In partnership with a big developer, the Related Group, Kapustin developed two affordable loft condos, with units averaging around $150,000, now under construction in the inner core of downtown. But their Loft II project may be the last of its kind because of the surging cost of land and construction, he said.

 

City leaders are sanguine.
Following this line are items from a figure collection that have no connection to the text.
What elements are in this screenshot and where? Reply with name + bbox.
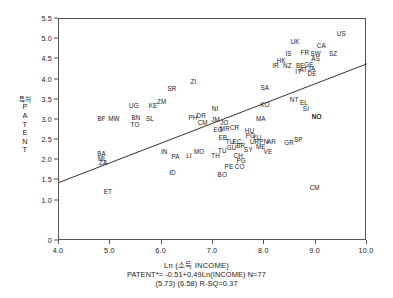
- y-axis-tick-label: 3.5: [41, 94, 52, 103]
- data-point-label: SY: [244, 145, 253, 152]
- data-point-label: CA: [317, 41, 326, 48]
- x-axis-tick-mark: [263, 240, 264, 244]
- data-point-label: ET: [104, 187, 112, 194]
- x-axis-tick-label: 7.0: [207, 246, 218, 255]
- data-point-label: ME: [256, 142, 266, 149]
- data-point-label: AS: [311, 54, 320, 61]
- data-point-label: BN: [132, 114, 141, 121]
- data-point-label: PE: [225, 162, 234, 169]
- x-axis-tick-mark: [212, 240, 213, 244]
- data-point-label: UG: [129, 101, 139, 108]
- x-axis-tick-label: 6.0: [155, 246, 166, 255]
- data-point-label: JM: [211, 116, 220, 123]
- data-point-label: BO: [218, 171, 227, 178]
- data-point-label: IS: [285, 49, 291, 56]
- data-point-label: CM: [198, 119, 208, 126]
- y-axis-tick-label: 4.0: [41, 74, 52, 83]
- regression-stats: (5.73) (6.58) R-SQ=0.37: [0, 279, 393, 288]
- data-point-label: GR: [284, 138, 294, 145]
- x-axis-tick-label: 10.0: [359, 246, 374, 255]
- x-axis-tick-label: 9.0: [309, 246, 320, 255]
- data-point-label: ID: [169, 169, 176, 176]
- y-axis-title-en: PATENT: [18, 103, 32, 155]
- y-axis-tick-label: 3.0: [41, 114, 52, 123]
- data-point-label: BF: [97, 114, 105, 121]
- data-point-label: ZI: [191, 77, 197, 84]
- data-point-label: EL: [300, 99, 308, 106]
- y-axis-tick-label: 5.0: [41, 34, 52, 43]
- y-axis-tick-label: 1.0: [41, 195, 52, 204]
- data-point-label: SP: [294, 136, 303, 143]
- data-point-label: KE: [149, 101, 158, 108]
- y-axis-tick-label: 4.5: [41, 54, 52, 63]
- data-point-label: AR: [267, 138, 276, 145]
- regression-caption: PATENT*= -0.51+0.49Ln(INCOME) N=77 (5.73…: [0, 270, 393, 289]
- x-axis-tick-mark: [109, 240, 110, 244]
- data-point-label: CO: [235, 163, 245, 170]
- data-point-label: SA: [261, 84, 270, 91]
- data-point-label: MA: [256, 115, 266, 122]
- data-point-label: NZ: [283, 62, 292, 69]
- data-point-label: SR: [167, 84, 176, 91]
- data-point-label: ZA: [99, 159, 107, 166]
- data-point-label: NT: [290, 95, 299, 102]
- data-point-label: CM: [310, 183, 320, 190]
- x-axis-tick-mark: [315, 240, 316, 244]
- data-point-label: CR: [230, 124, 239, 131]
- data-point-label: US: [337, 30, 346, 37]
- data-point-label: SL: [146, 115, 154, 122]
- data-point-label: KO: [260, 100, 269, 107]
- regression-equation: PATENT*= -0.51+0.49Ln(INCOME) N=77: [0, 270, 393, 279]
- data-point-label: DE: [308, 69, 317, 76]
- data-point-label: MO: [194, 148, 204, 155]
- x-axis: 4.05.06.07.08.09.010.0: [0, 240, 393, 256]
- scatter-chart: 01.01.52.02.53.03.54.04.55.05.5 특허 PATEN…: [0, 0, 393, 298]
- x-axis-title: Ln (소득 INCOME): [0, 259, 393, 270]
- x-axis-tick-label: 5.0: [104, 246, 115, 255]
- data-point-label: NI: [212, 105, 219, 112]
- data-point-label: ZM: [157, 97, 166, 104]
- x-axis-tick-mark: [58, 240, 59, 244]
- y-axis-tick-label: 5.5: [41, 14, 52, 23]
- data-point-label: MR: [220, 124, 230, 131]
- data-point-label: IN: [161, 148, 168, 155]
- y-axis-title: 특허 PATENT: [18, 96, 32, 155]
- y-axis-tick-label: 1.5: [41, 175, 52, 184]
- plot-area: ETBAMLZABFMWUGTOBNKESLZMSRZIIDINPALIMOPH…: [58, 18, 366, 240]
- data-point-label: TO: [131, 120, 140, 127]
- data-point-label: DR: [197, 111, 206, 118]
- y-axis-title-letter: T: [18, 146, 32, 155]
- y-axis-tick-label: 2.5: [41, 135, 52, 144]
- data-point-label: TH: [211, 151, 220, 158]
- y-axis-tick-label: 2.0: [41, 155, 52, 164]
- x-axis-tick-mark: [366, 240, 367, 244]
- data-point-label: LI: [186, 152, 191, 159]
- x-axis-tick-label: 4.0: [53, 246, 64, 255]
- data-point-label: UK: [291, 38, 300, 45]
- data-point-label: NO: [312, 112, 322, 119]
- x-axis-tick-label: 8.0: [258, 246, 269, 255]
- x-axis-tick-mark: [161, 240, 162, 244]
- data-point-label: PA: [171, 153, 179, 160]
- data-point-label: SZ: [329, 49, 337, 56]
- data-point-label: MW: [108, 114, 119, 121]
- data-point-label: GU: [227, 143, 237, 150]
- data-point-label: FR: [301, 49, 310, 56]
They say it will take years for all the planned condos to be built and occupied, allowing time to absorb new residents, build public amenities and improve transit.

 

While few city residents can afford waterfront condos, thousands of moderately priced condos and rental apartments are being built by private developers in adjacent Overtown and neighborhoods like Little Havana and Allapattah, many with direct city subsidies, according to a recent report from Miami Mayor Diaz.

 

`SELF-REINFORCING CYCLE'

 

And gradually, as new residents move into downtown, businesses, shops, restaurants, neighborhood retailers and services will follow, said Neisen Kasdin, a land-use lawyer and former Miami Beach mayor.

 

''It becomes a self-reinforcing cycle,'' Kasdin said. ``Yes, there will be a large segment of temporary residents, but as the city continues to grow as an international business city, it leads to the continued growth of a permanent community.''

 

Meanwhile, the city has instituted measures that strengthen the planners' hand in shaping an attractive, livable downtown: hiding parking garages inside buildings; lining sidewalks with shops, offices, dwellings and restaurants; and keeping garage and service entrances off Biscayne Boulevard and other main arteries.

 

'We used to sit here and say, `Someday,' '' said Miami Planning Director Ana Gelabert-Sánchez, alluding to the city's long-frustrated hopes for a downtown revival. ``Well, someday is here.''

 

Herald staff writer Larry Lebowitz contributed to this report.